Shout out for payroll
 

It’s not every day you switch on the radio to hear a shout going out to the payroll community. But along with care workers, emergency services and grocery store staff, payrollers have been getting some love recently as they look after employees during global lockdowns. As well as job retention and part-time working schemes to register for, there are changes in sick pay arrangements, rules around temporary closures and lay-offs, new social insurance schemes and reduced or waived tax and social security contributions or extended deadlines for payment.

In the UK, for example, a key date was 20th April, registration day for the Chancellor’s Coronavirus Job Retention or Furlough Scheme and some very special key workers - payroll managers at employers around the country - were extra busy that morning with the bureaucratic job of registering their employees on the portal. And yes, unless my ears were deceiving me, my radio station recognised this, holding a shout out for payroll.

Quite apart from a surge of pride in the industry’s special role in the crisis, the moment brought home again the relevance of analytically astute, ever industrious payroll professionals, and the continuing changing role of payroll in the light of automation and straight through processing. The robots might be taking over your payroll data consolidation and calculation, but they’ll never be able to swivel on a dime and start registering furloughed employees.

Global payroll managers have to co-ordinate and support all this effort, ensuring they get the most beneficial terms both for their employees and their company so they see through this period with both workers and the business intact. It’s not only crucial work, it’s also in some cases, quite complex. In the UK alone, where there have been 7.5 million registrations to furlough a quarter of the workforce, I counted 84 grants and special schemes related to Coronavirus, according to one information service.

My colleague Tim Kelsey, who runs courses on the Global Payroll Response, reports that new regulations have been coming in almost daily, with both broad and deep implications for payroll. Although the UK is fairly unique – in Europe at least – in setting up a scheme very quickly from scratch for the purpose of job retention, many other countries around the world have been updating existing regulations in response to Covid-19.
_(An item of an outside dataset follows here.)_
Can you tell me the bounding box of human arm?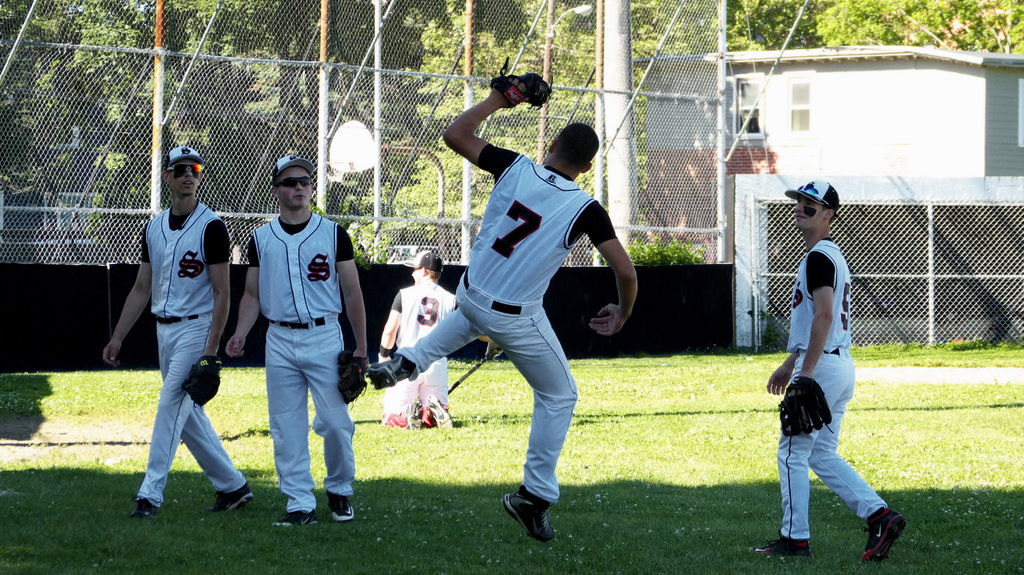
box(335, 224, 387, 395).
China, one of the first to respond, warned employers not to terminate contracts due to Covid and ordered high severance payments if employees were laid off. France and Germany have used existing schemes for part-working to support their businesses through the crisis. And although it should be noted that these heavily unionised countries with their wide use of collective labour agreements have an inherently greater responsibility for job retention than others, there are also schemes around the world that provide funds directly to employers, including the $1 trillion economic stimulus plan in the US.

But while these are unprecedented times, this is not unprecedented work for payroll professionals. Just before this crisis, payroll managers across Europe, for example, were trying to get to grips with the payroll implications of Brexit due to changes in cross-border social insurance agreements. And before that, they were looking at the impact of different tax treatments of employees in the devolved nations of Scotland, Wales and Northern Ireland.

Automation and digitalisation won’t help with negotiating these increasingly complex statutory regulations. And nor will outsourcing vendors – although they can help in providing information and guidance. But as systems and processes are increasingly automated and connected and the day-to-day number crunching of payroll is managed by computers and robots, payroll professionals are freed up to concentrate on more strategic projects. Like safeguarding employee income through a crisis, calling on the resources at their disposal in information and transaction support. Or supporting employees directly in investigating implications for their individual pay packets.

Payroll professionals at both global, regional and local country level need both the ability to see the bigger picture and to know where to go to find the finest level of detail. This takes a certain kind of enquiring mind, a willingness to gather enough knowledge and expertise to oversee the day to day running of payroll without getting sucked into checking every single transaction. It requires an ability to grasp the important points of a benefits scheme without needing to micro-manage it for every single employee.

And most appropriately for the current time, it requires a cool head in a crisis. To be prepared to work extra hours to meet those ever-looming deadlines but also to work smartly so that you are not overwhelmed.